The harsh climate, somewhat similar to the maelstrom surrounding Thomas now, led her to step away from her sport and from a dream. Those experiences also led Reddy, along with a small group of Penn law students, to draft a letter that was co-signed by 14 campus organizations in support of Thomas’ right to compete under NCAA and Ivy League rules last week.

The letter also condemns the demeaning, transphobic treatment Thomas has received from mainly right-wing media sources

The hysteria about transgender inclusion in sports that has been mounting over the past several years centers on a perceived threat that trans athletes pose to sports. Specifically, the rhetoric and coverage surrounding Lia, and athletes like her, makes bad faith assertions that transgender women are inherently cheaters and that if a trans woman athlete wins, they are “dominating” women’s sports and taking away opportunities from fellow female athletes.

The law students centered this issue in the context of larger issues of LGBTQ rights and the number of legal decisions, including 2020’s critical Supreme Court decisions, that have upheld those rights. It also confronted the anti-trans hysteria that has been a constant theme of coverage from sources such as The Daily Mail.

Such hysteria, repeated by a post within the Twitter of the Penn Law Review, put Reddy on alert.

“There was this one person who was in Penn Law Review’s mentions with the hashtag ‘#penncheats’ and this person kept saying ‘this was illegal’ and this is against Title IX and they wanted to see the courts to take this up,” she argued. “The courts have taken this up. This is not illegal. For me at a personal level, I am not going to stand by and see people wily-nily use bad faith references to the law as a way to validate their claims.”

Reddy said the discrimination she faced as a queer South Asian golfer in the pro environmental led her to leave the sport after as successful college carrier

The grassroots effort of support came at the same time that both the university and the Ivy League made statements in support of the student-athlete. For Reddy personally, her stance came from a moment when she was readying to take the next step from NCAA Division III All-American at Claremont McKenna College in California to touring pro.
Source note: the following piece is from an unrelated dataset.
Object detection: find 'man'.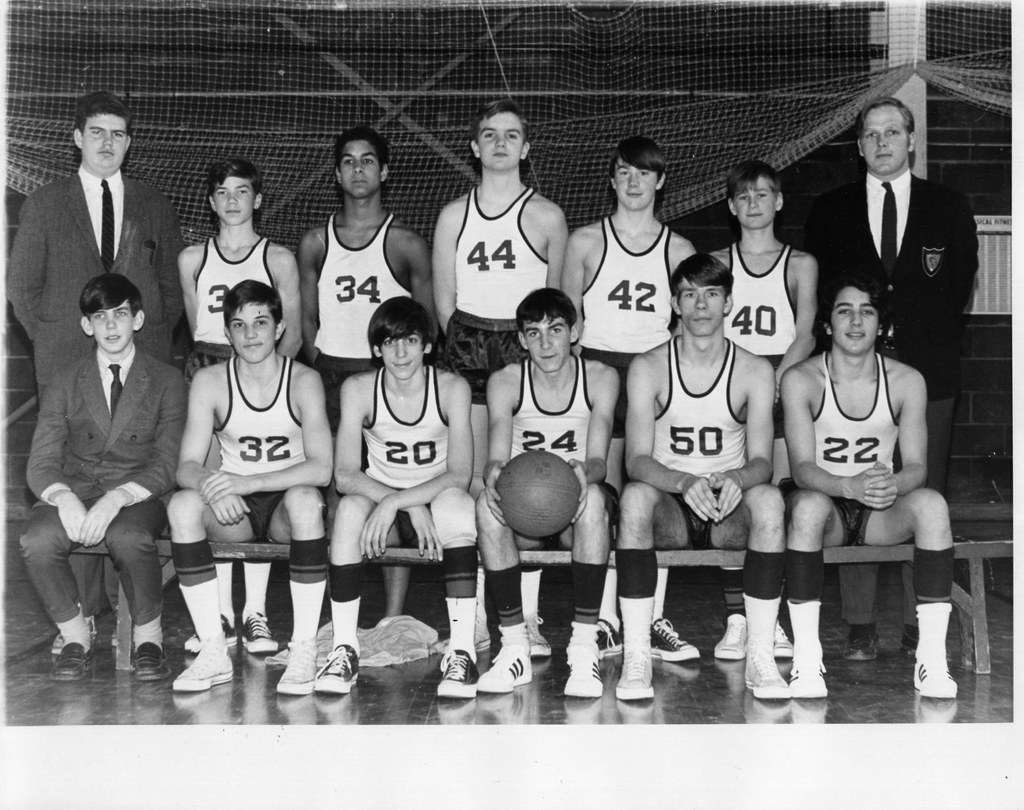
<region>822, 99, 982, 667</region>.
She wrote about the moment when she became an ambassador for Athlete Ally in 2018.

Every time I went to a golf course I felt unsafe. I remember the first time I felt this so vividly…There was a group of five people, including my swing coach, who I had worked with for over a decade and saw as a second father, a person I trusted with everything. He had noticed me, but turned again towards the group to finish the conversation. As I listened, I heard spiteful jokes about Middle-Eastern and South Asian ethnicities, peppered with homophobic asides. With every joke came a laugh, and with every laugh I tasted a sickly bile rise in my throat as my stomach flipped. They were mocking aspects of my identity, and my coach was laughing along with them.
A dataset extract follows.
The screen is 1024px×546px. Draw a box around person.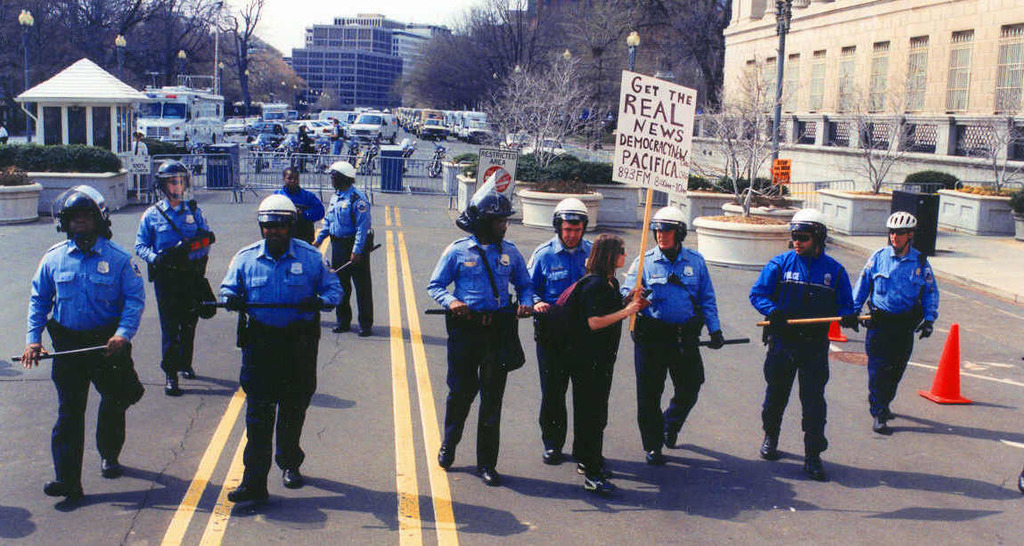
select_region(310, 159, 375, 340).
“Hearing it now makes me feel really sad because I’m seeing that in my mind’s eye,” she recalled somberly as she heard the words. “I still feel really hurt. These instances and these experiences were kind of what drove me out of the sport. I didn’t feel safe in the sport I loved. There was this huge part of me that was edge because of the discrimination I was facing.”
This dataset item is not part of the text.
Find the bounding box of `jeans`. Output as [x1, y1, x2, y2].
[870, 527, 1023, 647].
As the Penn swim season, and the controversy and vitriol surround Lia Thomas competing, continues, Reddy says she and others within the law school will continue to speak out.

“We have a responsibility as law students, as folks within the legal profession to say something as an advocate for the trans community especially when these attacks are coming from a legal basis.” she emphasized. “You are not going to come here and say that the law is either condoning the exclusion of trans folks nor are you going to say the law is going to bolster your efforts from exclusion.”

To read the complete letter click here. In addition to the continuing story surrounding Lia Thomas, Maya Reddy talk about her past in golf, her present as a law school graduate to be, a future that may yet see a return to the links, and being Star Wars fan who loved the prequel film. Hear the complete interview in the latest edition of The Trans Sporter Room. Check it out on Megaphone, Spotify, Google Podcasts, Apple podcasts, and many other platforms for Outsports podcasts as well.